(Collected data)
■ ■ ■ ■ ■ ■ ■

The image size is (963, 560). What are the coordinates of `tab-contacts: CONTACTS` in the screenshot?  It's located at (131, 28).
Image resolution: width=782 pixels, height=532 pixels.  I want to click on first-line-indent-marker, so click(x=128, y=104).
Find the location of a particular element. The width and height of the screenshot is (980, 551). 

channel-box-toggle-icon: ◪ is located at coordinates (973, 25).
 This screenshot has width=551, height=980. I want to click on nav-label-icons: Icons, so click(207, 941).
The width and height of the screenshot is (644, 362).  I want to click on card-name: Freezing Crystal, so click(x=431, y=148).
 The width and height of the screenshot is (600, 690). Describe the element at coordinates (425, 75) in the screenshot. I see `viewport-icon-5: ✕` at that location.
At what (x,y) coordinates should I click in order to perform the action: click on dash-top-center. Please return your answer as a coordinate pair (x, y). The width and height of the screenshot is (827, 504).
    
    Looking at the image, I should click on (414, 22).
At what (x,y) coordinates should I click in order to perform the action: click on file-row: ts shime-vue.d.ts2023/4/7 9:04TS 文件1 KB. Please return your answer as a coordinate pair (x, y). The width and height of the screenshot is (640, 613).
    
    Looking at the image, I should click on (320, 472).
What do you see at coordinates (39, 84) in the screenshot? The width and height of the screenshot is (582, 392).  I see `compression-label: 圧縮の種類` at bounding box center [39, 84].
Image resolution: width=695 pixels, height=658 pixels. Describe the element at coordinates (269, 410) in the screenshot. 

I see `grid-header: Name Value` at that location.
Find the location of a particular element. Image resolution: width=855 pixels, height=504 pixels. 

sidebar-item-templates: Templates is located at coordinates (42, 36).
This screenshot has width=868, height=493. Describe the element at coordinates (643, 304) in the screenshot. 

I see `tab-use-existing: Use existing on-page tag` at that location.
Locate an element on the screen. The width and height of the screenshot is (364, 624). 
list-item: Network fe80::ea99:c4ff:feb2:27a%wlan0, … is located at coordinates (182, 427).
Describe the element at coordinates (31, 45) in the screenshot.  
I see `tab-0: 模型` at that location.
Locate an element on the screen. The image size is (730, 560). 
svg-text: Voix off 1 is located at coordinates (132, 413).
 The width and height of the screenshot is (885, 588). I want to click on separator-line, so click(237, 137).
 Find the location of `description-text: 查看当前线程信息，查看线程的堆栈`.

■ ■ ■ ■ ■ ■ ■

● **Prompt**
Copy every entry exactly as it is given.

● **Response below**
The image size is (963, 560). What are the coordinates of `tab-contacts: CONTACTS` in the screenshot?  It's located at (131, 28).
Image resolution: width=782 pixels, height=532 pixels.  I want to click on first-line-indent-marker, so click(x=128, y=104).
Find the location of a particular element. The width and height of the screenshot is (980, 551). 

channel-box-toggle-icon: ◪ is located at coordinates (973, 25).
 This screenshot has width=551, height=980. I want to click on nav-label-icons: Icons, so click(207, 941).
The width and height of the screenshot is (644, 362).  I want to click on card-name: Freezing Crystal, so click(x=431, y=148).
 The width and height of the screenshot is (600, 690). Describe the element at coordinates (425, 75) in the screenshot. I see `viewport-icon-5: ✕` at that location.
At what (x,y) coordinates should I click in order to perform the action: click on dash-top-center. Please return your answer as a coordinate pair (x, y). The width and height of the screenshot is (827, 504).
    
    Looking at the image, I should click on (414, 22).
At what (x,y) coordinates should I click in order to perform the action: click on file-row: ts shime-vue.d.ts2023/4/7 9:04TS 文件1 KB. Please return your answer as a coordinate pair (x, y). The width and height of the screenshot is (640, 613).
    
    Looking at the image, I should click on (320, 472).
What do you see at coordinates (39, 84) in the screenshot? The width and height of the screenshot is (582, 392).  I see `compression-label: 圧縮の種類` at bounding box center [39, 84].
Image resolution: width=695 pixels, height=658 pixels. Describe the element at coordinates (269, 410) in the screenshot. 

I see `grid-header: Name Value` at that location.
Find the location of a particular element. Image resolution: width=855 pixels, height=504 pixels. 

sidebar-item-templates: Templates is located at coordinates (42, 36).
This screenshot has width=868, height=493. Describe the element at coordinates (643, 304) in the screenshot. 

I see `tab-use-existing: Use existing on-page tag` at that location.
Locate an element on the screen. The width and height of the screenshot is (364, 624). 
list-item: Network fe80::ea99:c4ff:feb2:27a%wlan0, … is located at coordinates (182, 427).
Describe the element at coordinates (31, 45) in the screenshot.  
I see `tab-0: 模型` at that location.
Locate an element on the screen. The image size is (730, 560). 
svg-text: Voix off 1 is located at coordinates (132, 413).
 The width and height of the screenshot is (885, 588). I want to click on separator-line, so click(237, 137).
 Find the location of `description-text: 查看当前线程信息，查看线程的堆栈`.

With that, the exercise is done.